Required documents: signed federal tax returns (most recent 2 years), current profit and loss (P&L) statement, recent business bank statements (2–3 months showing the fund balance), business entity documents confirming ownership (operating agreement or articles of incorporation), and your lender’s specific wording checklist. After placing your order, Ignition Tax sends a complete tailored document checklist immediately — covering exactly what your specific lender and loan type requires.

Ignition Tax delivers standard business funds letters in 2 hours when all documents are submitted. Notarized  delivery is available in 24 hours — submit before 12PM EST. This is one of the most common rush letter types because mortgage closings often have same-day or next-day documentation deadlines. Ignition Tax has delivered business funds letters in under 2 hours fast delivery.

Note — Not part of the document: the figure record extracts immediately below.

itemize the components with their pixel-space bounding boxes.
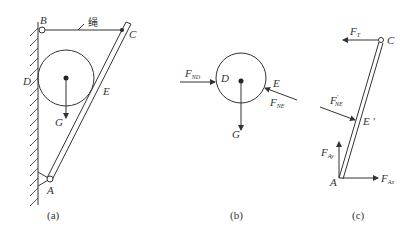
label-rope: 绳: [88, 16, 98, 28]
label-c: C: [129, 28, 137, 40]
label-g: G: [232, 128, 240, 140]
caption-a: (a): [47, 209, 60, 222]
statics-diagram: B 绳 C D E G A (a) FND D E FNE G (b) F: [0, 0, 412, 235]
label-f-ay: FAy: [320, 146, 334, 159]
label-d: D: [220, 72, 229, 84]
hinge-a-icon: [47, 176, 53, 182]
wall-hatching: [30, 28, 38, 206]
caption-b: (b): [230, 209, 243, 222]
label-a: A: [46, 184, 54, 196]
label-a: A: [329, 176, 337, 188]
label-f-ne-prime: F'NE: [329, 94, 343, 107]
label-c: C: [387, 34, 395, 46]
label-f-nd: FND: [184, 67, 201, 80]
label-f-ne: FNE: [269, 96, 285, 109]
figure-c: FT C F'NE E ' FAy A FAx (c): [320, 25, 395, 222]
label-e: E: [272, 77, 280, 89]
label-g: G: [55, 116, 63, 128]
label-e: E: [102, 85, 110, 97]
figure-a: B 绳 C D E G A (a): [22, 14, 137, 222]
hinge-b-icon: [39, 27, 45, 33]
label-e-prime: E ': [362, 115, 375, 127]
force-ne-prime-arrow: [320, 107, 355, 120]
pin-c-icon: [379, 38, 384, 43]
label-f-ax: FAx: [380, 172, 394, 185]
caption-c: (c): [352, 209, 365, 222]
label-d: D: [22, 75, 31, 87]
figure-b: FND D E FNE G (b): [180, 53, 297, 222]
label-b: B: [40, 14, 47, 26]
label-f-t: FT: [349, 25, 361, 38]
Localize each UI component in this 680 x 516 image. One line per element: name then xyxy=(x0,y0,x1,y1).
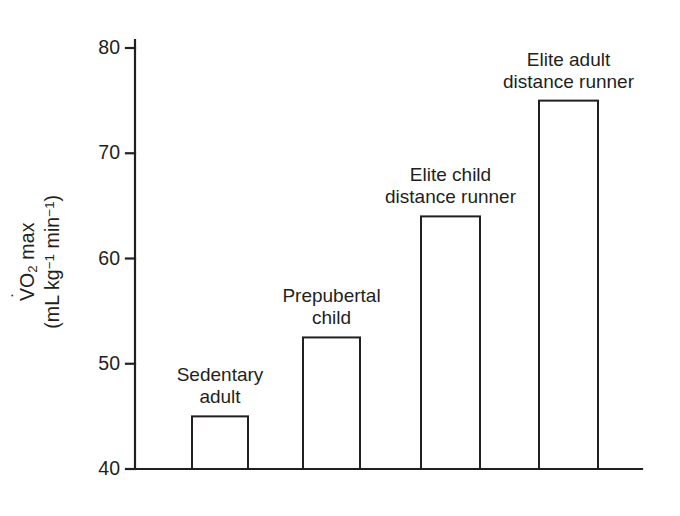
bar-caption-2-line-1: distance runner xyxy=(321,186,581,208)
bar-caption-0: Sedentaryadult xyxy=(90,364,350,408)
bar-caption-3-line-1: distance runner xyxy=(439,71,680,93)
bar-caption-0-line-1: adult xyxy=(90,386,350,408)
bar-caption-3-line-0: Elite adult xyxy=(439,49,680,71)
bar-caption-1: Prepubertalchild xyxy=(202,285,462,329)
bar-3 xyxy=(539,101,598,469)
bar-caption-1-line-1: child xyxy=(202,307,462,329)
bar-0 xyxy=(192,416,248,469)
vo2max-bar-chart-figure: ˙VO2 max (mL kg−1 min−1) 4050607080 Sede… xyxy=(0,0,680,516)
bar-caption-3: Elite adultdistance runner xyxy=(439,49,680,93)
bar-caption-1-line-0: Prepubertal xyxy=(202,285,462,307)
bar-2 xyxy=(421,216,480,469)
bar-caption-2-line-0: Elite child xyxy=(321,164,581,186)
bar-caption-0-line-0: Sedentary xyxy=(90,364,350,386)
bar-caption-2: Elite childdistance runner xyxy=(321,164,581,208)
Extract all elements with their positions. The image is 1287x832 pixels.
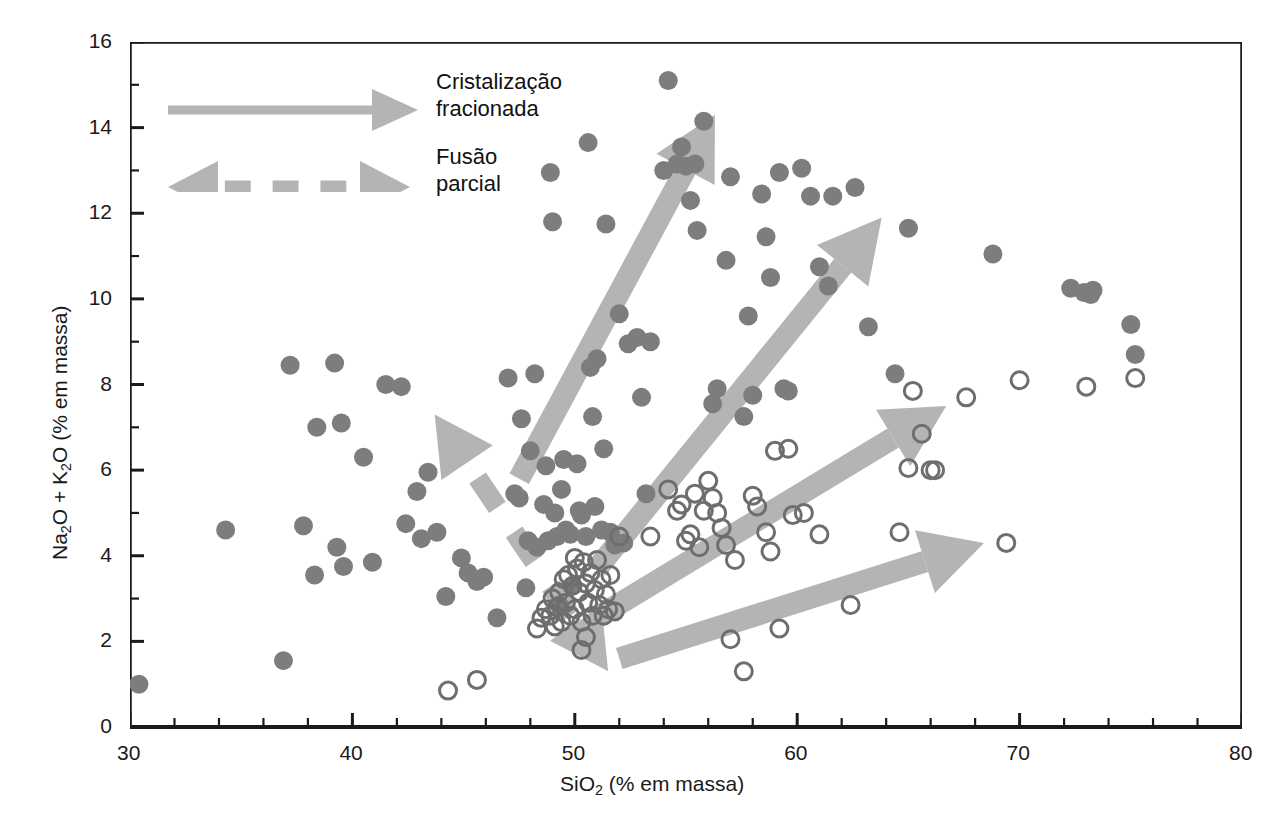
- data-point-open: [735, 663, 752, 680]
- data-point-filled: [1121, 315, 1140, 334]
- y-axis-title-sub-a: 2: [58, 525, 74, 533]
- data-point-filled: [332, 414, 351, 433]
- data-point-filled: [801, 187, 820, 206]
- data-point-filled: [510, 488, 529, 507]
- data-point-filled: [819, 277, 838, 296]
- data-point-open: [660, 481, 677, 498]
- chart-root: Na2O + K2O (% em massa) SiO2 (% em massa…: [0, 0, 1287, 832]
- data-point-open: [1078, 378, 1095, 395]
- data-point-filled: [823, 187, 842, 206]
- data-point-filled: [659, 71, 678, 90]
- data-point-filled: [761, 268, 780, 287]
- data-point-filled: [721, 167, 740, 186]
- data-point-filled: [672, 137, 691, 156]
- y-tick-label: 0: [68, 714, 112, 738]
- x-tick-label: 70: [1007, 741, 1030, 765]
- data-point-open: [900, 459, 917, 476]
- data-point-filled: [583, 407, 602, 426]
- y-tick-label: 6: [68, 457, 112, 481]
- data-point-filled: [717, 251, 736, 270]
- data-point-filled: [294, 516, 313, 535]
- data-point-filled: [770, 163, 789, 182]
- data-point-open: [686, 485, 703, 502]
- data-point-filled: [810, 257, 829, 276]
- data-point-open: [713, 519, 730, 536]
- data-point-filled: [281, 356, 300, 375]
- y-tick-label: 8: [68, 372, 112, 396]
- data-point-filled: [525, 364, 544, 383]
- legend-arrows: [160, 62, 430, 192]
- data-point-filled: [436, 587, 455, 606]
- data-point-filled: [354, 448, 373, 467]
- y-tick-label: 10: [68, 286, 112, 310]
- data-point-filled: [396, 514, 415, 533]
- y-tick-label: 2: [68, 628, 112, 652]
- data-point-filled: [543, 212, 562, 231]
- data-point-filled: [779, 381, 798, 400]
- data-point-filled: [487, 608, 506, 627]
- data-point-filled: [792, 159, 811, 178]
- data-point-filled: [541, 163, 560, 182]
- data-point-filled: [688, 221, 707, 240]
- data-point-filled: [363, 553, 382, 572]
- data-point-filled: [757, 227, 776, 246]
- legend-arrow-solid: [168, 89, 418, 131]
- data-point-open: [468, 671, 485, 688]
- legend-arrow-dashed-double: [168, 161, 410, 192]
- y-tick-label: 4: [68, 543, 112, 567]
- data-point-filled: [516, 578, 535, 597]
- data-point-filled: [536, 456, 555, 475]
- data-point-filled: [636, 484, 655, 503]
- data-point-filled: [579, 133, 598, 152]
- data-point-filled: [392, 377, 411, 396]
- data-point-open: [795, 504, 812, 521]
- y-axis-title: Na2O + K2O (% em massa): [48, 305, 72, 560]
- y-tick-label: 12: [68, 200, 112, 224]
- data-point-open: [722, 631, 739, 648]
- y-tick-label: 14: [68, 115, 112, 139]
- data-point-filled: [641, 332, 660, 351]
- x-tick-label: 80: [1229, 741, 1252, 765]
- data-point-filled: [305, 566, 324, 585]
- data-point-open: [700, 472, 717, 489]
- legend-label-partial-melting: Fusão parcial: [436, 143, 501, 197]
- data-point-open: [762, 543, 779, 560]
- data-point-filled: [739, 307, 758, 326]
- data-point-filled: [685, 155, 704, 174]
- data-point-open: [904, 382, 921, 399]
- data-point-filled: [983, 244, 1002, 263]
- data-point-filled: [327, 538, 346, 557]
- data-point-filled: [216, 521, 235, 540]
- legend-label-fractional-crystallization: Cristalização fracionada: [436, 68, 562, 122]
- data-point-filled: [610, 304, 629, 323]
- data-point-open: [749, 498, 766, 515]
- data-point-filled: [552, 480, 571, 499]
- data-point-filled: [512, 409, 531, 428]
- data-point-filled: [596, 214, 615, 233]
- data-point-open: [744, 487, 761, 504]
- data-point-filled: [407, 482, 426, 501]
- data-point-filled: [521, 441, 540, 460]
- data-point-open: [958, 389, 975, 406]
- data-point-filled: [743, 386, 762, 405]
- data-point-filled: [899, 219, 918, 238]
- data-point-open: [891, 524, 908, 541]
- data-point-filled: [334, 557, 353, 576]
- data-point-open: [1011, 372, 1028, 389]
- data-point-open: [771, 620, 788, 637]
- data-point-filled: [325, 354, 344, 373]
- x-tick-label: 40: [339, 741, 362, 765]
- data-point-filled: [681, 191, 700, 210]
- x-tick-label: 50: [562, 741, 585, 765]
- data-point-open: [811, 526, 828, 543]
- data-point-filled: [307, 418, 326, 437]
- data-point-filled: [859, 317, 878, 336]
- data-point-filled: [588, 349, 607, 368]
- data-point-filled: [752, 184, 771, 203]
- data-point-filled: [632, 388, 651, 407]
- data-point-open: [440, 682, 457, 699]
- x-tick-label: 30: [117, 741, 140, 765]
- data-point-filled: [1126, 345, 1145, 364]
- data-point-filled: [568, 454, 587, 473]
- data-point-open: [726, 552, 743, 569]
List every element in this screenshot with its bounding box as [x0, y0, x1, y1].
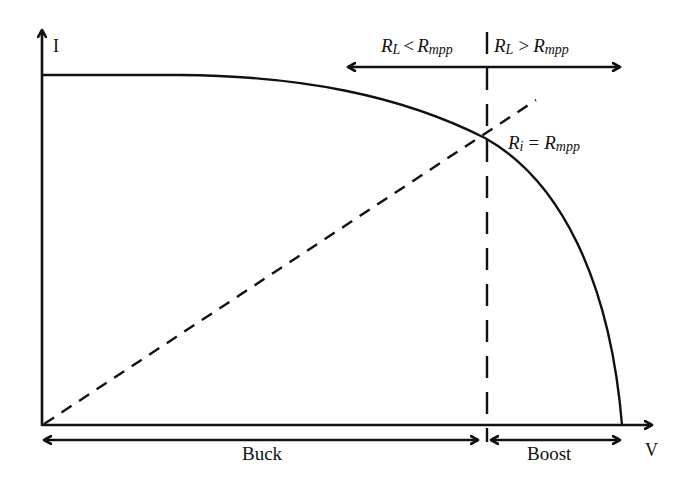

Yes. A single CPA business funds letter can cover both the down payment amount and the closing cost amounts being sourced from business funds — provided the total withdrawal is reviewed as part of the business’s current financial assessment. Ignition Tax prepares a single letter covering all business fund uses for your transaction, to prevent the need for multiple letters for the same loan file.
They are related but serve different purposes. A comfort letter (or CPA income verification letter) confirms self-employment status, income, and business ownership to a lender. A CPA letter for use of business funds specifically addresses the source and safety of a fund withdrawal for a down payment or closing costs — confirming ownership authority and withdrawal impact. Some lenders request both letters for the same loan. Ignition Tax prepares both at $199 each.
Provide the lender’s wording request when you place your order. Tim Martin, CPA reviews the requested language and determines whether it falls within AICPA professional standards. If the requested wording is acceptable within AICPA standards, it is incorporated. If specific language creates professional liability concerns, Tim Martin prepares AICPA-compliant alternative wording that satisfies the lender’s underlying requirement — and explains the adjustment to your underwriter if needed.
Sometimes. If you transfer business funds to a personal account at least 90 days before your loan application, those funds may be treated as “seasoned” personal assets — eliminating the need for a business funds letter in some loan programs. However, this depends on your specific lender’s guidelines and loan type. If you are within 90 days of application, a CPA letter is almost always required. Message us on WhatsApp to confirm which approach applies to your situation — we answer at no charge.

Still have questions? 

Other CPA Letter Services for Self-Employed Borrowers

Related CPA letters that self-employed borrowers commonly need alongside or instead of a business funds letter.

CPA Letter for Mortgage

Income verification and comfort letters for mortgage underwriters — Fannie Mae and Freddie Mac aligned

CPA Comfort Letter

Third-party verification letter for mortgage brokers and lenders — all self-employed income types

CPA Letter for Self-Employed

Self-employment status and income verification — mortgage, rental, visa, and business loan applications

CPA Expense Ratio Letter

Business expense ratio verification for non-QM bank statement loans — often ordered alongside business funds letter

CPA Income Verification Letter

Income confirmation from tax returns and P&L for all lender types and loan programs

View All CPA Letter Services

See all 12 types of CPA letters we prepare for self-employed individuals

Ready to Get Your CPA Letter for Use of Business Funds?

Licensed, AICPA-compliant CPA letters for use of business funds — prepared by Tim Martin, CPA within Fannie Mae and Freddie Mac guidelines. Delivered in 2 hours. Accepted by all mortgage lenders.

Need it today? Submit before 12PM EST for same-day fast delivery — 2  hours.

Previous CPA refused? Message us what language your lender is requesting — we confirm within minutes whether we can prepare it and exactly how.